Monday, December 03, 2007


Conclusion on White Female #1

(Rock and Roll)

Kofi Fosu Forson

How does a young African man cavort with white Americans and is soon to remove his identity from African Americans while maintaining his roots as an African?

The immigrant is first in line to absorb the new language. It is only true in the minds of those who familiarize themselves with the philosophy of language as in art, literature and music. Such was my plight when I reinvented myself in rock and roll.

Rock and roll as language was delivered within the spirit of the black male. It was however marketed to a commercial and white generation. Understanding rock and roll in this format has influenced me as an African living in the United States. Whereby Willie Dixon helped inspire rock and roll, I listened to Bruce Springsteen as a young man.

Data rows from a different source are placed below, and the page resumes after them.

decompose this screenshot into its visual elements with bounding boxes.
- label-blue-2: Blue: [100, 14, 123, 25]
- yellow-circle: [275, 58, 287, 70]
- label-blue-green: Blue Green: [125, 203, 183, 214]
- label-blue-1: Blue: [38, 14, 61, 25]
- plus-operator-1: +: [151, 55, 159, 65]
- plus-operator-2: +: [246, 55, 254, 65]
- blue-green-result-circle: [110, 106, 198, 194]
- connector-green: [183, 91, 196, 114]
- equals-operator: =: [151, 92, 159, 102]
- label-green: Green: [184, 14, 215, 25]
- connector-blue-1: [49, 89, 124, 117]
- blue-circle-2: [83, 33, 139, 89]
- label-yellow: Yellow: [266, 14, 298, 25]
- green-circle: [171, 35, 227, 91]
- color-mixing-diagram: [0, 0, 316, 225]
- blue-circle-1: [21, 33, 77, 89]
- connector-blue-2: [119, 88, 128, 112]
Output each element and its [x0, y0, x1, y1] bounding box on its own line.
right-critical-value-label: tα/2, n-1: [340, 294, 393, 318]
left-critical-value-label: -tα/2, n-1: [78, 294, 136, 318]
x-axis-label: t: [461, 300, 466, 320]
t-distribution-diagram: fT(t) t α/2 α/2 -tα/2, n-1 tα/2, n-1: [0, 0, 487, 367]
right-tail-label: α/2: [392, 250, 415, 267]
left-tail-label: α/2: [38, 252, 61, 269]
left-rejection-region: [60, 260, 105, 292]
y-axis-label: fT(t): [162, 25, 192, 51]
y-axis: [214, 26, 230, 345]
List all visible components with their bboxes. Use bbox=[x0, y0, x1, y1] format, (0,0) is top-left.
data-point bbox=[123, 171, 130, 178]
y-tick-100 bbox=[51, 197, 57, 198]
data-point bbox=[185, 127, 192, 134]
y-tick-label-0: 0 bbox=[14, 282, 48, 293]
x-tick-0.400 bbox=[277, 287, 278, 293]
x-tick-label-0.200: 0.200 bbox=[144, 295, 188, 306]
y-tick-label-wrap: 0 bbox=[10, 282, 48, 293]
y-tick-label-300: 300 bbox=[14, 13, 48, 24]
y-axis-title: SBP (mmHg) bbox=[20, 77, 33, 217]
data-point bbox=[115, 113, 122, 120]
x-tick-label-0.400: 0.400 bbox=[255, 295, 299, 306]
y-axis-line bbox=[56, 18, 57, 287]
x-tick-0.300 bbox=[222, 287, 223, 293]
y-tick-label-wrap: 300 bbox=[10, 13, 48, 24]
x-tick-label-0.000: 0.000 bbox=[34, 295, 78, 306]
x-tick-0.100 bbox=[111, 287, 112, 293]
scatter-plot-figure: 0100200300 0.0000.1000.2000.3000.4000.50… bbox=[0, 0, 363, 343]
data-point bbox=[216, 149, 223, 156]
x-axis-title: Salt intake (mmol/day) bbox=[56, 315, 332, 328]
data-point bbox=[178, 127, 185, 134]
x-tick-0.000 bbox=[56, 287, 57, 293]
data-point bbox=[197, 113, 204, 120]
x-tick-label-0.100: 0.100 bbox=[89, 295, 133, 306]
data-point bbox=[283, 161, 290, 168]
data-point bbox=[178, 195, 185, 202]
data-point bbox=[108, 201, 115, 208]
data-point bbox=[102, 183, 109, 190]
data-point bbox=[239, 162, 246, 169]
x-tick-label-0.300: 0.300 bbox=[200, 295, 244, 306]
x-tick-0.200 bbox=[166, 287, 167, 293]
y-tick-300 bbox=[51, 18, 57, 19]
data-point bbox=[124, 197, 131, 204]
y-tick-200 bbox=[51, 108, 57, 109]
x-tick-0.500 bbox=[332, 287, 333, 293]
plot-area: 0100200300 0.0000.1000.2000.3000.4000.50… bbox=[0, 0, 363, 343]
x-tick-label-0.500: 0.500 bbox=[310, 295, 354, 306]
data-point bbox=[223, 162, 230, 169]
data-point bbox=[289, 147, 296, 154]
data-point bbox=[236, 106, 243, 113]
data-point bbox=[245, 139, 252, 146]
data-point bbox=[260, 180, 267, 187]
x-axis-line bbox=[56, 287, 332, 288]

White female in rock and roll isn’t as visible as it is conscionable. Performers like Joan Jett, Blondie and Pat Benatar were marketed to disillusioned young men and women. I was drawn to their particular brand of sexuality which wasn’t common in the black girls I knew. With the advent of MTV, I was able to see them in performance.

What white females in rock and roll were to me that black girls I grew up with weren’t was insatiable. As a child living in Ghana, I wasn’t alerted to sexuality. What was childish and prankish took on a whole new meaning as a young man living in New York.

Cable television furthered the cause with its brand of programming after midnight. I was aware of pornography in adult magazines but the subject was handled in a whole other visual context complete with heterosexual and homo-erotic images.

This element of fornicating brought not desire, rather the understanding that the body was disposable and without intellect sex meant nothing.